Evening Republican, Volume 14, Number 110, Rensselaer, Jasper County, 9 May 1910 — Baseball and Grandma. [ARTICLE]
Baseball and Grandma.
I remember being on a Chicago street car, says Ellis Parker Butler, in Success Magazine, sitting beside a nice old lady in mourning, a year or so ago. She was nervijas and kept glancing at me, and then glancing away again. It made me uncomfortable. I thought she took me for a pickpocket or some other bad man. .Finally she could contain herself no longer. She leaned over. “Excuse me,” she said, “but have you heard yet how the Cubs’ game came out?” I hadn’t, and her face fell, but in a moment she saw a possible opportunity for consolation. “Well,” she asked, ‘can you tell me who they are put:ing in the box to-day?” How was that for a gray-haired grandma? In Chicago (hey all talk baseball, from the cradle to the grave. Up to three o’clock in the afternoon no one talks about anything but the game of the day before.
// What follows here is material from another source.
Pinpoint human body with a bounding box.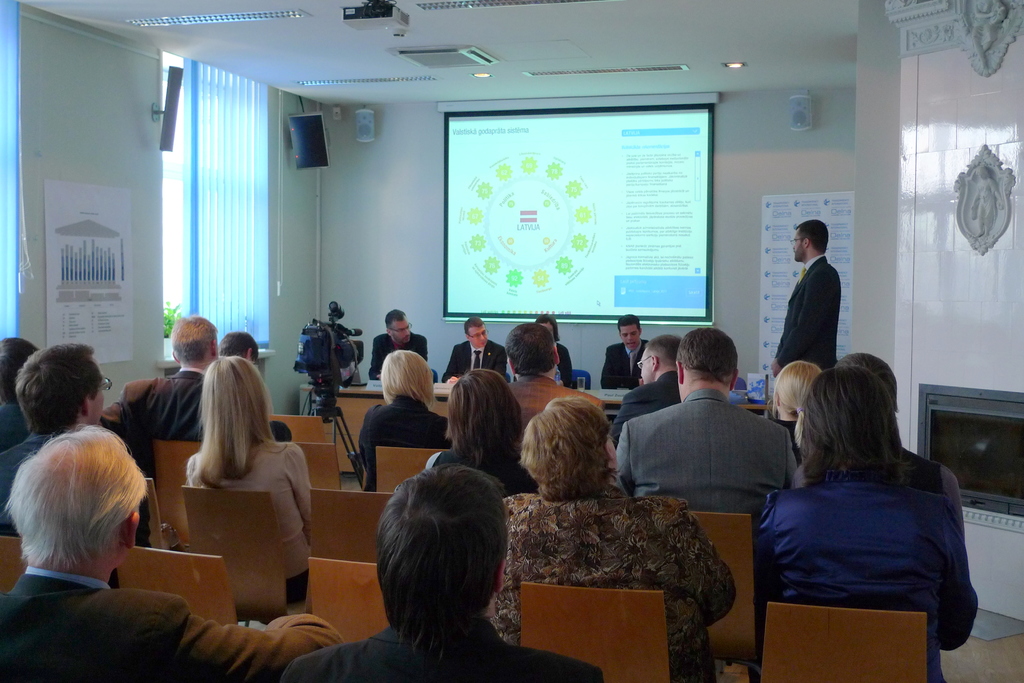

From three o’clock on the only subject is the game that is being played. The school child who can not add two apples plus three apples and make it five apples with any certainty of correctness can figure out the standing of the Chicago nines with one hand and a pencil that will make a mark only when it is held straight up and down. When a man prolongs his handshakes with a modest girt it ta apt to make her blush.